Elizabeth Treadwell's Populace

by Yedda Morrison

 

Populace, Elizabeth Treadwell
(Avec Books, 1999)

"In the daylight let her stumble, allow her to speak."
                      "Syrup" (p. 62)

In Populace, Elizabeth Treadwell’s latest book of "prose poems, stories and poems," Native American traditions of story telling meet suburban East Bay living, "high" culture meets "low" culture and we find "Judy Blume fastened to Emily Bronte." (p.56)

In the hands of a less skilled writer the speed and chaos, the tumble of characters, histories, locations, versions and language might lose its clarity and focus but in Populace the multitude shines. Treadwell has the ability to create a non-hierarchical page teeming with pasts and presents without compromising her characteristic sharpness of wit and depth of insight. Treadwell’s writing creates an unusually democratic space within which all her materials are equally exploited, adored, tried on, subverted and ultimately employed toward a fresh, reinvigorated feminist methodology that for all its volume is no less feisty, no less active, just better armed.

Populace unfolds with charming frankness and agility. In "The Anglican Church at Port Louise," Treadwell skates fluidly through a two page piece which includes, watching Mutual of Omaha’s Wild Kingdom on the floor with dad, the story of a Brit. challenging an African custom and losing his mind in the process, sitting in a sexy dress, listening to her boyfriend rehearse and reflecting on Americans, an account of Black Elk and Buffalo Bill, an encounter with a snotty movie star who hasn’t heard of "Bay Watch", and a story of Baboons invading a picnic, finishing up with "why the hell don’t I just shut the fuck up." (p.44-46)

Like many of us, much of the acute, unrelenting language of Populace is locked into a perpetual adolescence, filled with bravado, insecurity and horror "on the stylized school stoop, forever…" (p. 67). In Populace, this is an adolescence which refuses nostalgia or self-pity but reveals a keen awareness, an urgent self-loathing that keeps both text and reader edgy, alert.

At a time when many emergent experimental writers are creating, for lack of a better label, a post-post-structuralist writing that challenges conventional modes of narration but does not reject narrative all together, Treadwell’s work appeals to those who consider themselves within the lineage of language writing and those who prefer the New Narrative of such innovators as Bob Gluck and Dodie Bellamy. Without changing hats Treadwell writes "prose poetry, poetry and stories," and in so doing maximizes the various formal aspects of her writing as they operate within the diminishing specificity of each genre.

In Populace there exists an awareness of narrative as both a violence and a mechanism for survival. The peopled local histories reveal familiar names and faces, buildings and geographies, simultaneously creating an intimacy and an exclusion. For Treadwell, a garbled narrative is more than an attempt to mirror the lived experience of childhood trauma in a time when fragmented subjectivity is often taken for granted. Her narrative impulse becomes not so much an attempt to re-build or invent a stable self per se, but rather a desire to create a feminine/feminist text that is viable, multi-dimensional, accessible and publicly private.

Whoever/whatever she/it/the text is (riot girl grown up? Professor Hello Kitty in combat boots?), it seizes the hard won insights of earlier feminist cultural and literary production, grapples with the consumer capitalist America within which it resides and creates an intelligent, complex, and active agent. The political potential of Treadwell’s work is that she continues to express, both in terms of style and content, some of the core contemporary contradictions of female subjectivity.

"In the daylight let her stumble, allow her to speak."
            "Syrup" (p. 62)


BIO: Yedda Morrison lives in San Francisco where she co-edits Tripwire, a Journal of Poetics. Her chapbook, The Marriage of the Well-Built, Head is available in its second printing from Double Lucy Books. A new chapbook, Apostasy is forthcoming from Melodeon Poetry Systems. Recent or forthcoming work can be found in Mirage, Outlet, Lyric&, the Object Anthology, Torque, Kenning and Primary Writing.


> [Assignment]
Each entry below should be written out exactly as it is, with no pictures.

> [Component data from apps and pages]
== == ==
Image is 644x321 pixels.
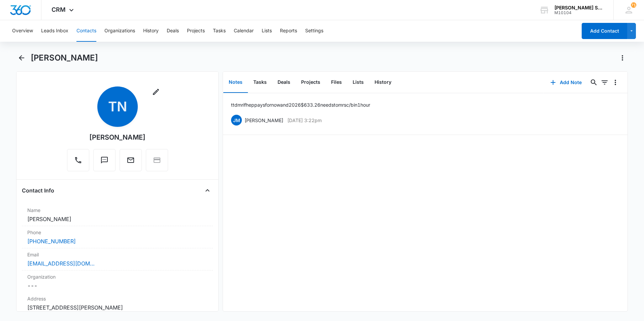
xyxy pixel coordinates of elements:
[27,229,208,236] label: Phone
[22,249,213,270] div: Email[EMAIL_ADDRESS][DOMAIN_NAME]
[93,149,116,171] button: Text
[631,2,636,8] div: notifications count
[287,117,322,124] p: [DATE] 3:22pm
[234,20,253,42] button: Calendar
[244,117,283,124] p: [PERSON_NAME]
[369,72,397,93] button: History
[12,20,33,42] button: Overview
[27,215,208,223] dd: [PERSON_NAME]
[348,72,369,93] button: Lists
[610,77,621,88] button: Overflow Menu
[631,2,636,8] span: 71
[589,77,599,88] button: Search...
[27,282,208,290] dd: ---
[231,115,242,125] span: JM
[272,72,296,93] button: Deals
[67,159,89,165] a: Call
[31,53,98,63] h1: [PERSON_NAME]
[22,204,213,226] div: Name[PERSON_NAME]
[582,23,627,39] button: Add Contact
[599,77,610,88] button: Filters
[305,20,323,42] button: Settings
[213,20,226,42] button: Tasks
[187,20,205,42] button: Projects
[52,6,66,13] span: CRM
[27,259,95,268] a: [EMAIL_ADDRESS][DOMAIN_NAME]
[22,226,213,249] div: Phone[PHONE_NUMBER]
[67,149,89,171] button: Call
[248,72,272,93] button: Tasks
[296,72,326,93] button: Projects
[223,72,248,93] button: Notes
[555,10,604,15] div: account id
[27,251,208,258] label: Email
[120,159,142,165] a: Email
[280,20,297,42] button: Reports
[27,304,208,311] dd: [STREET_ADDRESS][PERSON_NAME]
[97,86,138,127] span: TN
[76,20,96,42] button: Contacts
[120,149,142,171] button: Email
[16,52,27,63] button: Back
[231,101,370,108] p: ttd mr if he ppays for now and 2026 $633.26 needs to mrs c/b in 1 hour
[22,270,213,292] div: Organization---
[617,52,628,63] button: Actions
[22,186,54,195] h4: Contact Info
[105,20,135,42] button: Organizations
[27,295,208,302] label: Address
[89,132,146,143] div: [PERSON_NAME]
[262,20,272,42] button: Lists
[167,20,179,42] button: Deals
[202,185,213,196] button: Close
[27,238,76,245] a: [PHONE_NUMBER]
[27,273,208,280] label: Organization
[326,72,348,93] button: Files
[143,20,158,42] button: History
[555,5,604,10] div: account name
[544,74,589,91] button: Add Note
[27,207,208,214] label: Name
[93,159,116,165] a: Text
[41,20,68,42] button: Leads Inbox
[22,292,213,315] div: Address[STREET_ADDRESS][PERSON_NAME]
== == ==
> [Task response]
Image is 644x321 pixels.
xyxy pixel coordinates of elements:
[27,229,208,236] label: Phone
[22,249,213,270] div: Email[EMAIL_ADDRESS][DOMAIN_NAME]
[93,149,116,171] button: Text
[631,2,636,8] div: notifications count
[287,117,322,124] p: [DATE] 3:22pm
[234,20,253,42] button: Calendar
[244,117,283,124] p: [PERSON_NAME]
[369,72,397,93] button: History
[12,20,33,42] button: Overview
[27,215,208,223] dd: [PERSON_NAME]
[348,72,369,93] button: Lists
[610,77,621,88] button: Overflow Menu
[631,2,636,8] span: 71
[589,77,599,88] button: Search...
[27,282,208,290] dd: ---
[231,115,242,125] span: JM
[272,72,296,93] button: Deals
[67,159,89,165] a: Call
[31,53,98,63] h1: [PERSON_NAME]
[22,204,213,226] div: Name[PERSON_NAME]
[582,23,627,39] button: Add Contact
[599,77,610,88] button: Filters
[305,20,323,42] button: Settings
[213,20,226,42] button: Tasks
[187,20,205,42] button: Projects
[52,6,66,13] span: CRM
[27,259,95,268] a: [EMAIL_ADDRESS][DOMAIN_NAME]
[22,226,213,249] div: Phone[PHONE_NUMBER]
[67,149,89,171] button: Call
[248,72,272,93] button: Tasks
[296,72,326,93] button: Projects
[223,72,248,93] button: Notes
[555,10,604,15] div: account id
[27,251,208,258] label: Email
[120,159,142,165] a: Email
[280,20,297,42] button: Reports
[27,304,208,311] dd: [STREET_ADDRESS][PERSON_NAME]
[97,86,138,127] span: TN
[76,20,96,42] button: Contacts
[120,149,142,171] button: Email
[16,52,27,63] button: Back
[231,101,370,108] p: ttd mr if he ppays for now and 2026 $633.26 needs to mrs c/b in 1 hour
[22,270,213,292] div: Organization---
[617,52,628,63] button: Actions
[22,186,54,195] h4: Contact Info
[105,20,135,42] button: Organizations
[27,295,208,302] label: Address
[89,132,146,143] div: [PERSON_NAME]
[262,20,272,42] button: Lists
[167,20,179,42] button: Deals
[202,185,213,196] button: Close
[27,238,76,245] a: [PHONE_NUMBER]
[27,273,208,280] label: Organization
[326,72,348,93] button: Files
[143,20,158,42] button: History
[555,5,604,10] div: account name
[544,74,589,91] button: Add Note
[27,207,208,214] label: Name
[93,159,116,165] a: Text
[41,20,68,42] button: Leads Inbox
[22,292,213,315] div: Address[STREET_ADDRESS][PERSON_NAME]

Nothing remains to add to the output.